"Independent monitoring and the future of forests in the Democratic Republic of Congo" by Leo Bottrill

Past Event

Date
11 July 2014, 5:15pm - 6:45pm

Location
Lecture Theatre, Oxford Martin School
34 Broad Street (corner of Holywell and Catte Streets), Oxford, OX1 3BD

This seminar is hosted by the Oxford Centre for Tropical Forests, an Oxford Martin School Centre

Speaker: Leo Bottrill, Director of CrowdCover and Project Leader for the Moabi Initiative

Summary: While we have seen great advances in satellite-based based forest monitoring systems, they don't give us the full picture of why forests are lost. Satellites don't tell us who caused forest loss, the values derived, or the impacts felt on the ground. The Moabi Initiative (rdc.moabi.org) aims to bridge this gap. The initiative uses an innovative crowdsourcing platform to build a coalition of organizations tracking drivers of deforestation and support independent monitoring of REDD+ in Democratic Republic of Congo (DRC). At the national scale, Moabi monitors land use planning such as extractive industries, industrial agriculture, infrastructure and logging. This data has identified hundreds of competing land uses with REDD+ pilot projects and monitored emerging industries such as new palm oil plantations. In the field, the initiative is training independent observers and local communities to monitor impacts on the ground and ensure REDD+ projects meet social and environmental safeguard requirements. Coupled with satellite imagery and planning data, this human network provides a potentially rapid and cost effective means of monitoring DRC's vast forests and strengthening the rule of law.

All welcome, please book - https://bookwhen.com/octf


About the speaker

Leo Bottrill is Director of CrowdCover and Project Leader for the Moabi Initiative (rdc.moabi.org), a collaborative mapping project strengthening forest governance in the Democratic Republic of Congo. Leo initiated Moabi while working for the World Wildlife Fund where he developed a suite of visual and mapping tools to track everything from palm oil plantations in the Sumatran rainforest to copper mining in Alaska. He also directed Heart of Iron (heartofiron.org), a documentary film that explored the risks and benefits of iron mining in the remote Tridom landscape of the Congo Basin. Leo holds an MA in Geography from the University of St. Andrews and an MSc in Environmental Technology from Imperial College London. He is based in Washington DC.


- [WHAT IS EXPECTED]
The copy you print must match the listing exactly, with its pictures removed.

- [SUPPLIED DATA]
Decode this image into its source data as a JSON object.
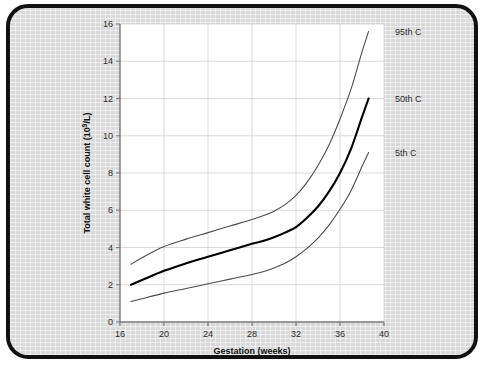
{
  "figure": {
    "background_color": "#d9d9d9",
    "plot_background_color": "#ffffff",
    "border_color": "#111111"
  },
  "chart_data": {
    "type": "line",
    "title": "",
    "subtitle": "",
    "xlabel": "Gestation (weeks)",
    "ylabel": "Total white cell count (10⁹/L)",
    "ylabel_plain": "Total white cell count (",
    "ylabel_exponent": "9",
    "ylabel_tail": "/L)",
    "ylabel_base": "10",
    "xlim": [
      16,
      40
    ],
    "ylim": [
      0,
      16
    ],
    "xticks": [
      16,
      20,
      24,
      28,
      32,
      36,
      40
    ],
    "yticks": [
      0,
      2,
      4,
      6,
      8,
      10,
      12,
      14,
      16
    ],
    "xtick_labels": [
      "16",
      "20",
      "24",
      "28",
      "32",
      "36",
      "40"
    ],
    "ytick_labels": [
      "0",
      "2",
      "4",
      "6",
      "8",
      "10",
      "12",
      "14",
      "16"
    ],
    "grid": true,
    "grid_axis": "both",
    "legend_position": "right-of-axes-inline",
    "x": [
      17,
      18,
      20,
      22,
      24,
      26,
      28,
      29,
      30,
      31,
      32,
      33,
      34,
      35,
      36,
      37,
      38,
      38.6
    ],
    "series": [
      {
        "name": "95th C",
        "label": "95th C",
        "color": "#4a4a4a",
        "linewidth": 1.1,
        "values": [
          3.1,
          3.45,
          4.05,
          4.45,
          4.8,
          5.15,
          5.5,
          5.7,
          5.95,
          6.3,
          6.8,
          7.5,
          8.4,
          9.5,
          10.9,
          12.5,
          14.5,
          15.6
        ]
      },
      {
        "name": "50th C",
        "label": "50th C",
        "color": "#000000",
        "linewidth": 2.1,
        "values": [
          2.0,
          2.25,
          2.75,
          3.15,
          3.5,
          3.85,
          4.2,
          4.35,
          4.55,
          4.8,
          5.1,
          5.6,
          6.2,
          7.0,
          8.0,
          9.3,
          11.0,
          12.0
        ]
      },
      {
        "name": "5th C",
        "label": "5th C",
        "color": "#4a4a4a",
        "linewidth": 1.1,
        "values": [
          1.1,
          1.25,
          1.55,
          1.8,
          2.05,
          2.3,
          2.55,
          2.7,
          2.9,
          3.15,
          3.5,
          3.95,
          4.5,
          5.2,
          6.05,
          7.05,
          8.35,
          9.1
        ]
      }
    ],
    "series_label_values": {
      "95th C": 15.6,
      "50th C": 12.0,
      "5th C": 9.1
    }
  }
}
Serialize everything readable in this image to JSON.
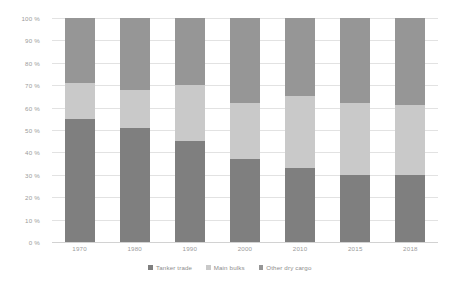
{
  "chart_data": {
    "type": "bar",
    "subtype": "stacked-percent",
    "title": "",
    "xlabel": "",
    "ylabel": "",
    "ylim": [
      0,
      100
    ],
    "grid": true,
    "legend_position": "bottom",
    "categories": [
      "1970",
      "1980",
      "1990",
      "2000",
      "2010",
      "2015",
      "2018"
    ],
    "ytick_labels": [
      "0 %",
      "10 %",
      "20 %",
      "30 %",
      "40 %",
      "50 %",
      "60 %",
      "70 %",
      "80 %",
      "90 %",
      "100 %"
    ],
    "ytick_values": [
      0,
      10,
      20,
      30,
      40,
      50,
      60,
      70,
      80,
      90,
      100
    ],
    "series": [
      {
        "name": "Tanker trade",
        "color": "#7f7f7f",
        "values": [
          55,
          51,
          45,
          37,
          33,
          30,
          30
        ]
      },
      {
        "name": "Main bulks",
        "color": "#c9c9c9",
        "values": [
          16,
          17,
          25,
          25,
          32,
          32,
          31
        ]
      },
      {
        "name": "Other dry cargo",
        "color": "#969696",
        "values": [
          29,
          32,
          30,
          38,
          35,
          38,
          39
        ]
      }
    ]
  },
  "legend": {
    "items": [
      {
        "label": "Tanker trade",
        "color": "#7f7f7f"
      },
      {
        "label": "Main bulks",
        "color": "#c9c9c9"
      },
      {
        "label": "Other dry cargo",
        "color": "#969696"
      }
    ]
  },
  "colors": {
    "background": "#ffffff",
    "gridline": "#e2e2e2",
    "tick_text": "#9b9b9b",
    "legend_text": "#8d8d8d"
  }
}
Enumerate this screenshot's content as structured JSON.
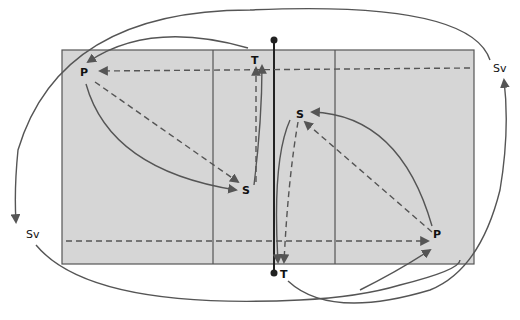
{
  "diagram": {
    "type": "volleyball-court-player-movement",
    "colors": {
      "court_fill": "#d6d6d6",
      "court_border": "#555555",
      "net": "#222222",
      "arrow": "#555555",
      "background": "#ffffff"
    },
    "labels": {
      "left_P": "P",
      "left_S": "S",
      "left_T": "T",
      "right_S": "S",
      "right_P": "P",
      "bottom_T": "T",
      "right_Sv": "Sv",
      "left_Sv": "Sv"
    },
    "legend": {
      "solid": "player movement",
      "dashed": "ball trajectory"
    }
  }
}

- [REPLY TO THE EXERCISE]
Decode this image into its source data as a JSON object.
{
  "figure": {
    "background_color": "#d9d9d9",
    "plot_background_color": "#ffffff",
    "border_color": "#111111"
  },
  "chart_data": {
    "type": "line",
    "title": "",
    "subtitle": "",
    "xlabel": "Gestation (weeks)",
    "ylabel": "Total white cell count (10⁹/L)",
    "ylabel_plain": "Total white cell count (",
    "ylabel_exponent": "9",
    "ylabel_tail": "/L)",
    "ylabel_base": "10",
    "xlim": [
      16,
      40
    ],
    "ylim": [
      0,
      16
    ],
    "xticks": [
      16,
      20,
      24,
      28,
      32,
      36,
      40
    ],
    "yticks": [
      0,
      2,
      4,
      6,
      8,
      10,
      12,
      14,
      16
    ],
    "xtick_labels": [
      "16",
      "20",
      "24",
      "28",
      "32",
      "36",
      "40"
    ],
    "ytick_labels": [
      "0",
      "2",
      "4",
      "6",
      "8",
      "10",
      "12",
      "14",
      "16"
    ],
    "grid": true,
    "grid_axis": "both",
    "legend_position": "right-of-axes-inline",
    "x": [
      17,
      18,
      20,
      22,
      24,
      26,
      28,
      29,
      30,
      31,
      32,
      33,
      34,
      35,
      36,
      37,
      38,
      38.6
    ],
    "series": [
      {
        "name": "95th C",
        "label": "95th C",
        "color": "#4a4a4a",
        "linewidth": 1.1,
        "values": [
          3.1,
          3.45,
          4.05,
          4.45,
          4.8,
          5.15,
          5.5,
          5.7,
          5.95,
          6.3,
          6.8,
          7.5,
          8.4,
          9.5,
          10.9,
          12.5,
          14.5,
          15.6
        ]
      },
      {
        "name": "50th C",
        "label": "50th C",
        "color": "#000000",
        "linewidth": 2.1,
        "values": [
          2.0,
          2.25,
          2.75,
          3.15,
          3.5,
          3.85,
          4.2,
          4.35,
          4.55,
          4.8,
          5.1,
          5.6,
          6.2,
          7.0,
          8.0,
          9.3,
          11.0,
          12.0
        ]
      },
      {
        "name": "5th C",
        "label": "5th C",
        "color": "#4a4a4a",
        "linewidth": 1.1,
        "values": [
          1.1,
          1.25,
          1.55,
          1.8,
          2.05,
          2.3,
          2.55,
          2.7,
          2.9,
          3.15,
          3.5,
          3.95,
          4.5,
          5.2,
          6.05,
          7.05,
          8.35,
          9.1
        ]
      }
    ],
    "series_label_values": {
      "95th C": 15.6,
      "50th C": 12.0,
      "5th C": 9.1
    }
  }
}
Serialize everything readable in this image to JSON.
{
  "chart_data": {
    "type": "bar",
    "subtype": "stacked-percent",
    "title": "",
    "xlabel": "",
    "ylabel": "",
    "ylim": [
      0,
      100
    ],
    "grid": true,
    "legend_position": "bottom",
    "categories": [
      "1970",
      "1980",
      "1990",
      "2000",
      "2010",
      "2015",
      "2018"
    ],
    "ytick_labels": [
      "0 %",
      "10 %",
      "20 %",
      "30 %",
      "40 %",
      "50 %",
      "60 %",
      "70 %",
      "80 %",
      "90 %",
      "100 %"
    ],
    "ytick_values": [
      0,
      10,
      20,
      30,
      40,
      50,
      60,
      70,
      80,
      90,
      100
    ],
    "series": [
      {
        "name": "Tanker trade",
        "color": "#7f7f7f",
        "values": [
          55,
          51,
          45,
          37,
          33,
          30,
          30
        ]
      },
      {
        "name": "Main bulks",
        "color": "#c9c9c9",
        "values": [
          16,
          17,
          25,
          25,
          32,
          32,
          31
        ]
      },
      {
        "name": "Other dry cargo",
        "color": "#969696",
        "values": [
          29,
          32,
          30,
          38,
          35,
          38,
          39
        ]
      }
    ]
  },
  "legend": {
    "items": [
      {
        "label": "Tanker trade",
        "color": "#7f7f7f"
      },
      {
        "label": "Main bulks",
        "color": "#c9c9c9"
      },
      {
        "label": "Other dry cargo",
        "color": "#969696"
      }
    ]
  },
  "colors": {
    "background": "#ffffff",
    "gridline": "#e2e2e2",
    "tick_text": "#9b9b9b",
    "legend_text": "#8d8d8d"
  }
}
Enumerate this screenshot's content as structured JSON.
{
  "diagram": {
    "type": "volleyball-court-player-movement",
    "colors": {
      "court_fill": "#d6d6d6",
      "court_border": "#555555",
      "net": "#222222",
      "arrow": "#555555",
      "background": "#ffffff"
    },
    "labels": {
      "left_P": "P",
      "left_S": "S",
      "left_T": "T",
      "right_S": "S",
      "right_P": "P",
      "bottom_T": "T",
      "right_Sv": "Sv",
      "left_Sv": "Sv"
    },
    "legend": {
      "solid": "player movement",
      "dashed": "ball trajectory"
    }
  }
}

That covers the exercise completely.